Foreword, by Wil Harris
This article is not about politics. Regardless of your views on the wars in Iraq and Afghanistan, that the internet has changed the reporting and public perception of those conflicts is indisputable. This article looks at how technology is changing our view of the battlefield for better or for worse, and is not attempting to make any judgement on the rights or wrongs of the actions involved. Thanks for your understanding, and I hope you enjoy this thoroughly interesting piece.
Front page image of soldier with video camera courtesy of UC Berkeley.
Part 1 - A Thoroughly Modern Conflict
In this day and age, where nobody questions the wisdom of declaring war on a state of mind, where democracy is delivered from the belly of a B-52 and where a place in heaven is freely available to anybody willing to detonate himself in a public place, one might be forgiven for thinking that war, more so than usual, has gone mad. We are living in an era where war has become not a clash of governments resolved by soldiers in battle but where the combat zone is anywhere, and the soldiers could be anyone.
Of course, it’s preposterous to think that the notions of hearts and minds, propaganda and a war of ideologies are anything new.
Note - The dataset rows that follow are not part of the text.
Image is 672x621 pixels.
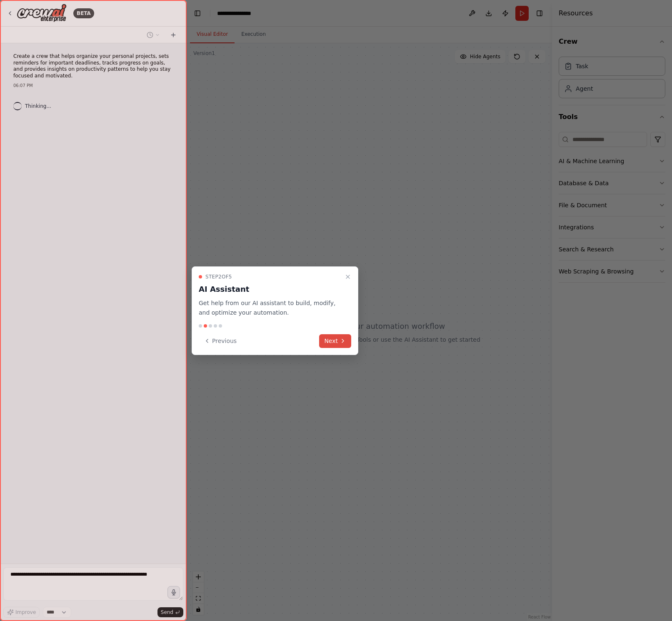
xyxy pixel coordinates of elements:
button: Close walkthrough [343,272,353,281]
button: Previous [199,334,242,348]
span: Step 2 of 5 [205,273,232,280]
button: Next [319,334,351,348]
h3: AI Assistant [199,284,341,295]
button: Hide left sidebar [192,7,203,19]
p: Get help from our AI assistant to build, modify, and optimize your automation. [199,298,341,317]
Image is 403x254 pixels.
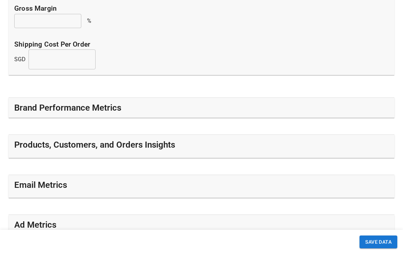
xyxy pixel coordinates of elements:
h5: Brand Performance Metrics [14,102,121,114]
div: Email Metrics [9,175,394,198]
p: Shipping cost per order [14,40,388,50]
p: Gross margin [14,4,388,14]
p: SGD [14,55,26,64]
div: Products, Customers, and Orders Insights [9,135,394,158]
div: Brand Performance Metrics [9,98,394,118]
div: Ad Metrics [9,215,394,238]
h5: Email Metrics [14,180,67,191]
h5: Products, Customers, and Orders Insights [14,139,175,151]
p: % [87,17,91,25]
button: SAVE DATA [359,236,397,249]
h5: Ad Metrics [14,220,56,231]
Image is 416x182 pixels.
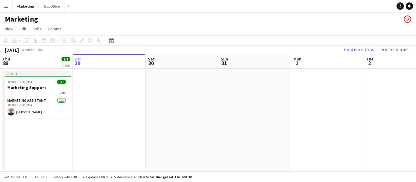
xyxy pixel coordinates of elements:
[220,60,228,67] span: 31
[378,46,411,54] button: Revert 6 jobs
[2,56,10,62] span: Thu
[39,0,65,12] button: Box Office
[57,80,66,84] span: 1/1
[293,56,301,62] span: Mon
[7,80,32,84] span: 10:00-18:00 (8h)
[147,60,155,67] span: 30
[19,26,26,32] span: Edit
[53,175,192,180] div: Salary £48 638.30 + Expenses £0.00 + Subsistence £0.00 =
[2,60,10,67] span: 28
[404,16,411,23] app-user-avatar: Liveforce Marketing
[365,60,373,67] span: 2
[20,47,35,52] span: Week 35
[62,62,70,67] div: 1 Job
[341,46,376,54] button: Publish 6 jobs
[148,56,155,62] span: Sat
[3,174,28,181] button: Budgeted
[2,25,16,33] a: View
[2,97,71,118] app-card-role: Marketing Assistant1/110:00-18:00 (8h)[PERSON_NAME]
[5,26,13,32] span: View
[30,25,44,33] a: Jobs
[2,85,71,90] h3: Marketing Support
[48,26,61,32] span: Comms
[145,175,192,180] span: Total Budgeted £48 638.30
[74,60,81,67] span: 29
[5,47,19,53] div: [DATE]
[366,56,373,62] span: Tue
[33,175,48,180] span: All jobs
[17,25,29,33] a: Edit
[75,56,81,62] span: Fri
[33,26,42,32] span: Jobs
[292,60,301,67] span: 1
[45,25,64,33] a: Comms
[38,47,44,52] div: BST
[2,71,71,76] div: Draft
[12,0,39,12] button: Marketing
[2,71,71,118] app-job-card: Draft10:00-18:00 (8h)1/1Marketing Support1 RoleMarketing Assistant1/110:00-18:00 (8h)[PERSON_NAME]
[57,91,66,95] span: 1 Role
[221,56,228,62] span: Sun
[10,175,27,180] span: Budgeted
[61,57,70,61] span: 1/1
[5,15,38,24] h1: Marketing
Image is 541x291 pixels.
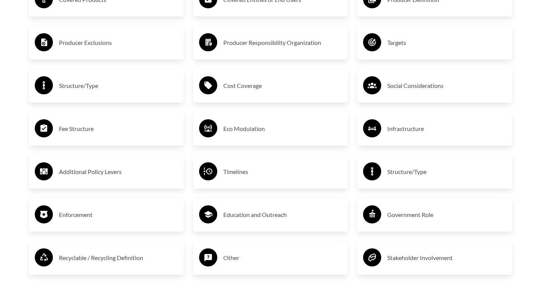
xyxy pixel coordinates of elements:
h3: Timelines [223,166,342,178]
h3: Eco Modulation [223,123,342,135]
h3: Other [223,252,342,264]
h3: Fee Structure [59,123,178,135]
h3: Targets [387,37,506,49]
h3: Structure/Type [387,166,506,178]
h3: Government Role [387,209,506,221]
h3: Infrastructure [387,123,506,135]
h3: Structure/Type [59,80,178,92]
h3: Social Considerations [387,80,506,92]
h3: Enforcement [59,209,178,221]
h3: Additional Policy Levers [59,166,178,178]
h3: Cost Coverage [223,80,342,92]
h3: Recyclable / Recycling Definition [59,252,178,264]
h3: Producer Responsibility Organization [223,37,342,49]
h3: Producer Exclusions [59,37,178,49]
h3: Stakeholder Involvement [387,252,506,264]
h3: Education and Outreach [223,209,342,221]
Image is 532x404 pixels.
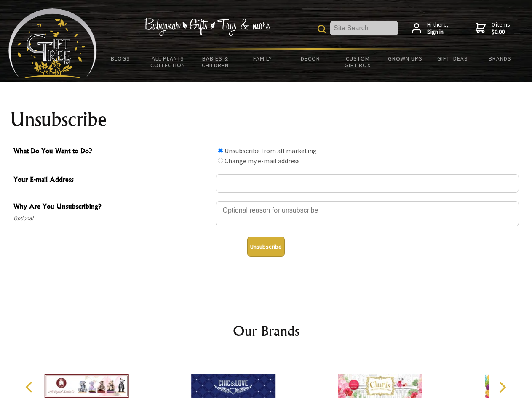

Rubbishing ones enemies and praising the heroics of allies has always been par for the course, and lying about wars through whatever medium is available is as old as war itself. From the Romans writing off the rest of the world as barbarians, to the Cold War - with both sides telling anybody who would listen that the other side was evil incarnate and intent on nuking the whole planet. We’re seeing the same game being played today as it ever was but now, thanks to modern technology and the Internet, the rules have changed.
The Romans, the Russians and the Americans are well known for their propaganda. So what makes this modern ‘War On Terror’ so unique? Simply, that these days we have access to far more information at all levels. At one extreme we have the governments and terror groups with the capability to output their message both in the mass media and at a more personal level, getting their message out there on anything they can. On the other end of the spectrum, however, we have the very modern capability of individuals with a little bit of knowhow and the right equipment to get themselves onto the web and onto the screens of thousands of users.
What does this mean for us as, for the most part, mute witnesses to all this? Well first of it means that your modern day
Wilfred Owen doesn’t have to be a dab hand at poetry to convey the horror of war to the folks back home - a digital camera and a
YouTube account will take care of that. For the first time we, as the web-wise public, have front row seats to the pride, pomp and circumstance of war in all its Technicolour glory.
Is Wilfred Owen comparable to YouTube? It’d be easy to think that this would be a Western pre-occupation, I mean why should getting shot at preclude one’s God given right to fifteen minutes of fame? But the reality is that such is the power of propaganda that your average Iraqi, Afghan or even Chechen guerrilla very often won’t go too far into the combat zone without a digital camera to capture the moment and the equipment back home to upload the action for the enjoyment of the viewers back home. Is it educational? Is it entertaining? Is it right or wrong? The answers vary depending on who’s watching what, but the fact is that it’s happening and it’s here to stay.